Kleppe v. Odin Township

Bruce, Ch. J.

(after stating the facts as above). We are satisfied that in this case there is no ground for the interposition of a court of equity and that the learned trial judge properly denied the injunction which was prayed for. The facts in this case are in many respects similar to those under consideration in the case of Rothecker v. Wolhowe, 39 N. D. 96, 166 N. W. 515 and Semerad v. Dunn County, 35 N. D. 437, 160 N. W. 855, and the same statutes are involved. .Although the petition for the highway might have been more specific, we think that under the evidence the description “backbone or ridge” is sufficiently definite, followed as it was by a survey which was properly made and filed. All that the law requires is that the description shall be sufficiently definite to enable a surveyor to locate the highway and be intelligible to a reasonably intelligent man. Semerad v. Dunn County, supra; Yankton County v. Klemisch, 11 S. D. 170, 76 N. W. 314.

The evidence shows conclusively that the backbone or ridge referred to was otherwise known as the Hogback road, and was a natural backbone or ridge or hogback, which at an early period was evidently the dividing line between two lakes, or, at any rate, the •shore of a lake, was well gravelled and graded by nature, of an average height of 110 feet and an average breadth of from 20 to 50 feet and extended for a length of about 5 miles, was in every way a natural highway, which was well defined and apparent to all, had been used for such for many years and for 16 years since the filing of the petition for the road, and had been driven on in the early ’60’s, in 1881, and continuously thereafter until the time of the trial. There is also evidence that in 1882 the buffalo hunters claimed that it had been used as a cart trail as long as they could remember. The evidence also shows that the petitioner himself had used the highway for many years; that during these years some four or five hundred dollars was expended thereon and road taxes were worked thereon; that at no time until the beginning of the present action did he object to the same or claim that it was not a highway; that, on the contrary, he on *603two occasions filed petitions for its discontinuance, one with the board of county commissioners, and one with the board of township supervisors, and by this very fact tacitly admitted the existence of the road.

The case can be distinguished from that of Rothecker v. Wolhowe, by the fact that in that case there was not only no proof of an order for the highway being made, but there was testimony to the effect that it was “the custom of the board to quit when they got that far;” that is, when the petition was filed and acted upon. Here there is proof in the record that an order was actually made, and a survey made in accordance therewith, and properly .filed and recorded, and, though there is no proof of the filing of the order with the county auditor, we do not believe that the petitioner can at this late date take advantage of the fact. We do not, indeed, construe the word “deemed” which occurs in § 1927 of the Compiled Laws of 1918 and in the phrase “and in case the board having jurisdiction shall fail to file such order within twenty days they shall be deemed to have decided against such application,” to refer to an indisputable presumption, but to a disputable one, and to have been enacted- largely for the purpose of fixing the time in which either party might appeal from the decision of the board under the provisions of § 1935 of the Compiled Laws of 1913. There is authority, indeed, for the proposition that at this late date the plaintiff cannot question the fact of the filing, but it will be presumed, though we do not pass upon this point. Crimson v. Deck, 84 Iowa, 344, 51 N. W. 55; Gibbs v. Larrabee, 37 Me. 506; State v. Alstead, 18 N. H. 59; Clarke v. Mayo, 4 Call (Va.) 374; Com. v. Logan, 5 Litt. (Ky.) 286.

Mindful, indeed, as we are of our decisions in the cases of Rothecker v. Wolhowe and Semerad v. Dunn County, supra, we are satisfied that under the particular facts of this case the petition has no standing in a court of equity. Ekwortzell v. Blue Grass Twp. 28 N. D. 20, 147 N. W. 726.

The judgment of the District Court is therefore affirmed.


- **WORK ORDER**: The entries that follow must be given again exactly, with the pictures excluded.

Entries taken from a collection
§
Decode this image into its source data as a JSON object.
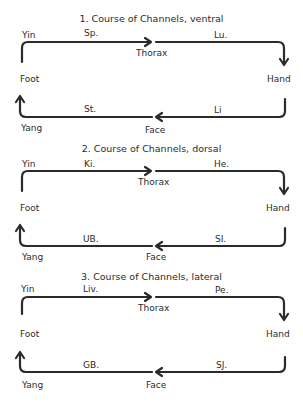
{
  "diagrams": [
    {
      "title": "1. Course of Channels, ventral",
      "yin": "Yin",
      "yang": "Yang",
      "foot": "Foot",
      "hand": "Hand",
      "thorax": "Thorax",
      "face": "Face",
      "top_left_channel": "Sp.",
      "top_right_channel": "Lu.",
      "bottom_left_channel": "St.",
      "bottom_right_channel": "Li"
    },
    {
      "title": "2. Course of Channels, dorsal",
      "yin": "Yin",
      "yang": "Yang",
      "foot": "Foot",
      "hand": "Hand",
      "thorax": "Thorax",
      "face": "Face",
      "top_left_channel": "Ki.",
      "top_right_channel": "He.",
      "bottom_left_channel": "UB.",
      "bottom_right_channel": "SI."
    },
    {
      "title": "3. Course of Channels, lateral",
      "yin": "Yin",
      "yang": "Yang",
      "foot": "Foot",
      "hand": "Hand",
      "thorax": "Thorax",
      "face": "Face",
      "top_left_channel": "Liv.",
      "top_right_channel": "Pe.",
      "bottom_left_channel": "GB.",
      "bottom_right_channel": "SJ."
    }
  ],
  "colors": {
    "line": "#2a2a2a",
    "background": "#ffffff"
  }
}
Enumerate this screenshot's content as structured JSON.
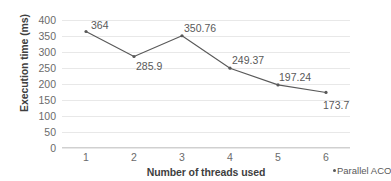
{
  "chart_data": {
    "type": "line",
    "title": "",
    "xlabel": "Number of threads used",
    "ylabel": "Execution time (ms)",
    "categories": [
      "1",
      "2",
      "3",
      "4",
      "5",
      "6"
    ],
    "x": [
      1,
      2,
      3,
      4,
      5,
      6
    ],
    "series": [
      {
        "name": "Parallel ACO",
        "values": [
          364,
          285.9,
          350.76,
          249.37,
          197.24,
          173.7
        ],
        "color": "#595959",
        "marker": "dot"
      }
    ],
    "data_labels": [
      "364",
      "285.9",
      "350.76",
      "249.37",
      "197.24",
      "173.7"
    ],
    "ylim": [
      0,
      400
    ],
    "ytick_labels": [
      "400",
      "350",
      "300",
      "250",
      "200",
      "150",
      "100",
      "50",
      "0"
    ],
    "ytick_values": [
      400,
      350,
      300,
      250,
      200,
      150,
      100,
      50,
      0
    ],
    "grid": "horizontal",
    "grid_color": "#e8e8e8",
    "legend_position": "bottom-right",
    "legend": [
      {
        "label": "Parallel ACO",
        "marker_color": "#595959"
      }
    ],
    "axis_color": "#d0d0d0",
    "tick_label_color": "#6b6b6b",
    "axis_title_color": "#3f3f3f"
  }
}
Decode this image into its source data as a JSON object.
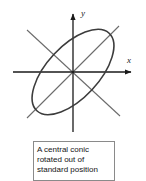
{
  "figure": {
    "name": "central-conic-rotated",
    "canvas": {
      "width": 146,
      "height": 181,
      "background": "#ffffff"
    },
    "colors": {
      "axis": "#1a1a1a",
      "rotated_axis": "#6b6b6b",
      "conic_curve": "#3c3c3c",
      "caption_border": "#8a8a8a",
      "caption_text": "#141414",
      "page_background": "#ffffff"
    },
    "axes": {
      "origin": {
        "x": 73,
        "y": 72
      },
      "x_axis": {
        "label": "x",
        "label_position": {
          "x": 127,
          "y": 60
        },
        "start": {
          "x": 13,
          "y": 72
        },
        "end": {
          "x": 137,
          "y": 72
        },
        "arrow": "right"
      },
      "y_axis": {
        "label": "y",
        "label_position": {
          "x": 81,
          "y": 13
        },
        "start": {
          "x": 73,
          "y": 132
        },
        "end": {
          "x": 73,
          "y": 8
        },
        "arrow": "up"
      }
    },
    "rotated_axes": [
      {
        "name": "major-axis-line",
        "from": {
          "x": 27,
          "y": 118
        },
        "to": {
          "x": 119,
          "y": 26
        },
        "angle_deg": 45
      },
      {
        "name": "minor-axis-line",
        "from": {
          "x": 27,
          "y": 30
        },
        "to": {
          "x": 120,
          "y": 116
        },
        "angle_deg": -43
      }
    ],
    "conic": {
      "type": "ellipse",
      "center": {
        "x": 73,
        "y": 72
      },
      "semi_major": 53,
      "semi_minor": 26,
      "rotation_deg": -47,
      "stroke_width": 1.6
    }
  },
  "caption": {
    "lines": [
      "A central conic",
      "rotated out of",
      "standard position"
    ],
    "full_text": "A central conic rotated out of standard position"
  }
}
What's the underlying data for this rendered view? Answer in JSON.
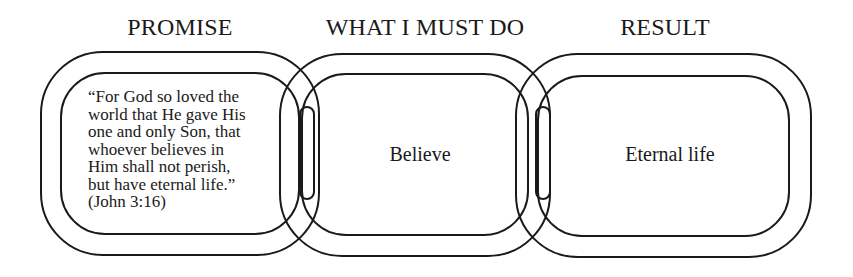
{
  "headers": {
    "promise": "PROMISE",
    "what_i_must_do": "WHAT I MUST DO",
    "result": "RESULT"
  },
  "links": [
    {
      "id": "promise",
      "lines": [
        "“For God so loved the",
        "world that He gave His",
        "one and only Son, that",
        "whoever believes in",
        "Him shall not perish,",
        "but have eternal life.”",
        "(John 3:16)"
      ]
    },
    {
      "id": "what-i-must-do",
      "label": "Believe"
    },
    {
      "id": "result",
      "label": "Eternal life"
    }
  ],
  "colors": {
    "stroke": "#1a1a1a",
    "background": "#ffffff"
  }
}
§
- **ANSWER TO THIS PROBLEM**:
Decode this image into its source data as a JSON object.
{
  "diagrams": [
    {
      "title": "1. Course of Channels, ventral",
      "yin": "Yin",
      "yang": "Yang",
      "foot": "Foot",
      "hand": "Hand",
      "thorax": "Thorax",
      "face": "Face",
      "top_left_channel": "Sp.",
      "top_right_channel": "Lu.",
      "bottom_left_channel": "St.",
      "bottom_right_channel": "Li"
    },
    {
      "title": "2. Course of Channels, dorsal",
      "yin": "Yin",
      "yang": "Yang",
      "foot": "Foot",
      "hand": "Hand",
      "thorax": "Thorax",
      "face": "Face",
      "top_left_channel": "Ki.",
      "top_right_channel": "He.",
      "bottom_left_channel": "UB.",
      "bottom_right_channel": "SI."
    },
    {
      "title": "3. Course of Channels, lateral",
      "yin": "Yin",
      "yang": "Yang",
      "foot": "Foot",
      "hand": "Hand",
      "thorax": "Thorax",
      "face": "Face",
      "top_left_channel": "Liv.",
      "top_right_channel": "Pe.",
      "bottom_left_channel": "GB.",
      "bottom_right_channel": "SJ."
    }
  ],
  "colors": {
    "line": "#2a2a2a",
    "background": "#ffffff"
  }
}
Enumerate this screenshot's content as structured JSON.
{
  "chart_data": {
    "type": "line",
    "title": "",
    "xlabel": "Number of threads used",
    "ylabel": "Execution time (ms)",
    "categories": [
      "1",
      "2",
      "3",
      "4",
      "5",
      "6"
    ],
    "x": [
      1,
      2,
      3,
      4,
      5,
      6
    ],
    "series": [
      {
        "name": "Parallel ACO",
        "values": [
          364,
          285.9,
          350.76,
          249.37,
          197.24,
          173.7
        ],
        "color": "#595959",
        "marker": "dot"
      }
    ],
    "data_labels": [
      "364",
      "285.9",
      "350.76",
      "249.37",
      "197.24",
      "173.7"
    ],
    "ylim": [
      0,
      400
    ],
    "ytick_labels": [
      "400",
      "350",
      "300",
      "250",
      "200",
      "150",
      "100",
      "50",
      "0"
    ],
    "ytick_values": [
      400,
      350,
      300,
      250,
      200,
      150,
      100,
      50,
      0
    ],
    "grid": "horizontal",
    "grid_color": "#e8e8e8",
    "legend_position": "bottom-right",
    "legend": [
      {
        "label": "Parallel ACO",
        "marker_color": "#595959"
      }
    ],
    "axis_color": "#d0d0d0",
    "tick_label_color": "#6b6b6b",
    "axis_title_color": "#3f3f3f"
  }
}
Decode this image into its source data as a JSON object.
{
  "figure": {
    "name": "central-conic-rotated",
    "canvas": {
      "width": 146,
      "height": 181,
      "background": "#ffffff"
    },
    "colors": {
      "axis": "#1a1a1a",
      "rotated_axis": "#6b6b6b",
      "conic_curve": "#3c3c3c",
      "caption_border": "#8a8a8a",
      "caption_text": "#141414",
      "page_background": "#ffffff"
    },
    "axes": {
      "origin": {
        "x": 73,
        "y": 72
      },
      "x_axis": {
        "label": "x",
        "label_position": {
          "x": 127,
          "y": 60
        },
        "start": {
          "x": 13,
          "y": 72
        },
        "end": {
          "x": 137,
          "y": 72
        },
        "arrow": "right"
      },
      "y_axis": {
        "label": "y",
        "label_position": {
          "x": 81,
          "y": 13
        },
        "start": {
          "x": 73,
          "y": 132
        },
        "end": {
          "x": 73,
          "y": 8
        },
        "arrow": "up"
      }
    },
    "rotated_axes": [
      {
        "name": "major-axis-line",
        "from": {
          "x": 27,
          "y": 118
        },
        "to": {
          "x": 119,
          "y": 26
        },
        "angle_deg": 45
      },
      {
        "name": "minor-axis-line",
        "from": {
          "x": 27,
          "y": 30
        },
        "to": {
          "x": 120,
          "y": 116
        },
        "angle_deg": -43
      }
    ],
    "conic": {
      "type": "ellipse",
      "center": {
        "x": 73,
        "y": 72
      },
      "semi_major": 53,
      "semi_minor": 26,
      "rotation_deg": -47,
      "stroke_width": 1.6
    }
  },
  "caption": {
    "lines": [
      "A central conic",
      "rotated out of",
      "standard position"
    ],
    "full_text": "A central conic rotated out of standard position"
  }
}
What's the underlying data for this rendered view? Answer in JSON.
{
  "headers": {
    "promise": "PROMISE",
    "what_i_must_do": "WHAT I MUST DO",
    "result": "RESULT"
  },
  "links": [
    {
      "id": "promise",
      "lines": [
        "“For God so loved the",
        "world that He gave His",
        "one and only Son, that",
        "whoever believes in",
        "Him shall not perish,",
        "but have eternal life.”",
        "(John 3:16)"
      ]
    },
    {
      "id": "what-i-must-do",
      "label": "Believe"
    },
    {
      "id": "result",
      "label": "Eternal life"
    }
  ],
  "colors": {
    "stroke": "#1a1a1a",
    "background": "#ffffff"
  }
}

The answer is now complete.